A seed-eating bird population lives on an island that has only small and large seeds — very few medium-sized seeds. Over generations, the population's beak-size distribution becomes bimodal, with the middle beak-size class nearly absent. This pattern is most consistent with:
AStabilizing selection, which eliminates extremes and preserves medium phenotypes
BDirectional selection, which shifts the entire population toward larger beaks
CDisruptive selection, where medium-beaked birds have lower fitness than both extremes
DGenetic drift, which randomly eliminates intermediate phenotypes from the population
Disruptive selection favors both extremes at the expense of intermediates.
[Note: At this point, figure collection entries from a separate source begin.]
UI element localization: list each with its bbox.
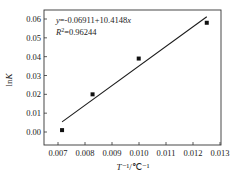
x-tick-label: 0.011 [157, 148, 176, 158]
y-tick-label: 0.05 [26, 33, 41, 43]
x-tick-label: 0.009 [102, 148, 121, 158]
x-tick-label: 0.013 [210, 148, 229, 158]
y-tick-label: 0.00 [26, 127, 41, 137]
data-point-marker [91, 92, 95, 96]
equation-annotation: y=-0.06911+10.4148x [55, 15, 131, 25]
x-tick-label: 0.008 [75, 148, 94, 158]
x-tick-label: 0.007 [48, 148, 67, 158]
y-tick-label: 0.01 [26, 108, 41, 118]
x-axis: 0.0070.0080.0090.0100.0110.0120.013 [48, 142, 229, 158]
x-tick-label: 0.012 [183, 148, 202, 158]
data-point-marker [205, 21, 209, 25]
data-point-marker [137, 57, 141, 61]
data-points [60, 21, 209, 132]
data-point-marker [60, 128, 64, 132]
y-axis-title: lnK [4, 73, 14, 87]
r-squared-annotation: R2=0.96244 [55, 27, 97, 37]
y-tick-label: 0.02 [26, 89, 41, 99]
x-tick-label: 0.010 [129, 148, 148, 158]
x-axis-title: T⁻¹/℃⁻¹ [117, 162, 150, 172]
y-tick-label: 0.06 [26, 14, 41, 24]
y-tick-label: 0.04 [26, 52, 42, 62]
chart-canvas: 0.000.010.020.030.040.050.06 0.0070.0080… [0, 0, 241, 184]
y-tick-label: 0.03 [26, 71, 41, 81]
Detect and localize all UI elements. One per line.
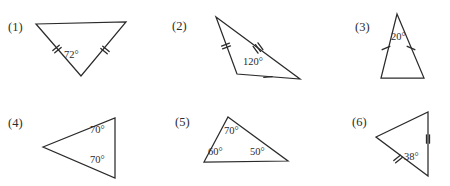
figure-number-label: (4): [8, 116, 23, 130]
angle-label: 20°: [391, 31, 406, 42]
figure-number-label: (5): [175, 115, 190, 129]
figure-number-label: (6): [352, 115, 367, 129]
triangle-outline-3: [381, 14, 424, 78]
figure-6: 38°(6): [352, 112, 430, 176]
angle-label: 120°: [243, 56, 263, 67]
figure-5: 70°60°50°(5): [175, 115, 288, 162]
tick-upper-left-double: [222, 43, 231, 49]
angle-label: 38°: [404, 151, 419, 162]
triangle-outline-1: [36, 22, 126, 76]
tick-mark: [264, 77, 272, 78]
angle-label: 70°: [90, 154, 105, 165]
figure-4: 70°70°(4): [8, 116, 115, 178]
figure-number-label: (1): [8, 20, 23, 34]
angle-label: 50°: [250, 146, 265, 157]
figure-number-label: (3): [355, 20, 370, 34]
tick-hypotenuse-triple: [253, 43, 263, 53]
angle-label: 70°: [224, 125, 239, 136]
figure-3: 20°(3): [355, 14, 424, 78]
figure-2: 120°(2): [172, 17, 300, 79]
angle-label: 72°: [64, 49, 79, 60]
tick-right-double: [101, 46, 109, 54]
angle-label: 70°: [90, 124, 105, 135]
figure-number-label: (2): [172, 19, 187, 33]
worksheet-figure-sheet: 72°(1)120°(2)20°(3)70°70°(4)70°60°50°(5)…: [0, 0, 450, 186]
tick-base-single: [264, 77, 272, 78]
triangle-outline-6: [376, 112, 428, 176]
figure-1: 72°(1): [8, 20, 126, 76]
angle-label: 60°: [208, 146, 223, 157]
triangle-figures-svg: 72°(1)120°(2)20°(3)70°70°(4)70°60°50°(5)…: [0, 0, 450, 186]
In this environment, small beaks efficiently handle small seeds and large beaks handle large seeds, but medium beaks are poor at both. The bimodal distribution is the signature of disruptive selection — it is the opposite of stabilizing selection (which produces a unimodal distribution by eliminating extremes) and directional selection (which shifts the whole distribution toward one end).
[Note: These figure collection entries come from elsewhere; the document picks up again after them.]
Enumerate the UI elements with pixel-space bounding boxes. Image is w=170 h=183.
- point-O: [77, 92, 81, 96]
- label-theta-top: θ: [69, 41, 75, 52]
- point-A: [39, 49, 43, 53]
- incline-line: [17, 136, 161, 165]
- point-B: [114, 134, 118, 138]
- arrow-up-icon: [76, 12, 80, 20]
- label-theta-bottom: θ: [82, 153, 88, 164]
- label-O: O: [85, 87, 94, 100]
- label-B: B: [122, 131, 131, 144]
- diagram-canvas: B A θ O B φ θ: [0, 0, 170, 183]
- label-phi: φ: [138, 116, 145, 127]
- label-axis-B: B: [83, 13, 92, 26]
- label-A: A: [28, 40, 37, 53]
Question 2 Multiple Choice
Why is disruptive selection alone often insufficient to produce complete sympatric speciation?
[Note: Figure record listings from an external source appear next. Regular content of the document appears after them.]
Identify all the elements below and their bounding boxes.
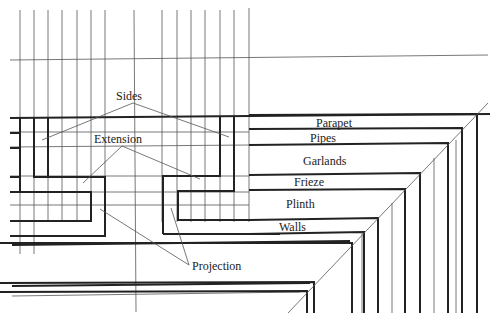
right-thin-verticals [362, 140, 456, 313]
label-frieze: Frieze [294, 175, 324, 189]
label-projection: Projection [192, 259, 241, 273]
label-parapet: Parapet [316, 116, 353, 130]
label-plinth: Plinth [286, 197, 315, 211]
label-walls: Walls [279, 220, 306, 234]
diagram-canvas: Sides Extension Projection Parapet Pipes… [0, 0, 490, 322]
architectural-layer-diagram: Sides Extension Projection Parapet Pipes… [0, 0, 490, 322]
label-pipes: Pipes [310, 131, 336, 145]
label-sides: Sides [116, 89, 142, 103]
nested-frames [0, 114, 477, 313]
label-garlands: Garlands [303, 154, 347, 168]
label-extension: Extension [94, 132, 142, 146]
AIt reduces total genetic diversity, making speciation genetically impossible
BIt only occurs in allopatric populations, so cannot drive sympatric speciation by definition
CRandom mating continually produces intermediate offspring that are selected against, creating genetic load but preventing the two peaks from fully separating
DDisruptive selection only operates on morphological traits, not on traits that control reproductive isolation
If large-peaked individuals mate randomly with small-peaked individuals, recombination in offspring continually regenerates intermediates that are selected against. This genetic load drags against divergence but does not eliminate intermediate genotypes entirely. For speciation to proceed, disruptive selection must be coupled with assortative mating (large with large, small with small), which reduces recombination between the morphs and allows the two peaks to diverge into reproductively isolated lineages.
Question 3 True / False
Disruptive selection creates a bimodal phenotypic distribution by favoring both extremes while selecting against intermediate phenotypes.
TTrue
FFalse
Answer: True
This is the defining feature of disruptive (diversifying) selection. Where stabilizing selection produces a sharp unimodal distribution by culling extremes, and directional selection shifts the distribution toward one end, disruptive selection pulls in opposite directions simultaneously — both high and low trait values have above-average fitness, while values near the population mean have below-average fitness. The African seed-cracker finch (*Pyrenestes ostrinus*) provides a real-world example.
Question 4 True / False
Disruptive selection and directional selection are functionally similar because both ultimately favor one end of the phenotypic distribution over the other.
TTrue
FFalse
Answer: False
This conflates two qualitatively different selection modes. Directional selection favors one extreme — the entire distribution shifts toward that end, and the mean changes in one direction. Disruptive selection favors *both* extremes simultaneously while eliminating the middle — the result is divergence, not directional shift. The ecological requirements also differ: directional selection needs one peak on the fitness landscape; disruptive selection requires two fitness peaks with a valley in between, as when resources come in discrete types with a gap in the middle.
Question 5 Short Answer
Why does assortative mating amplify the evolutionary consequences of disruptive selection, and what outcome can this coupling potentially produce?
Think about your answer, then reveal below.
Model answer: Assortative mating — large-phenotype individuals preferring large-phenotype mates — reduces gene flow between the two morphs. Without it, recombination from random mating continually regenerates disadvantaged intermediates. With it, the two phenotypic classes become genetically more isolated from each other over time, allowing their gene pools to diverge. If reproductive isolation becomes strong enough, the result is sympatric speciation: two distinct species arising from a single ancestral population without geographic separation.
The coupling of disruptive selection with assortative mating is one of the leading theoretical mechanisms for sympatric speciation and is theoretically important because it requires no geographic barrier — the ecological and genetic divergence happen within the same habitat. The rarity of disruptive selection in nature is largely a rarity of the ecological conditions that favor intermediates consistently worse than both extremes.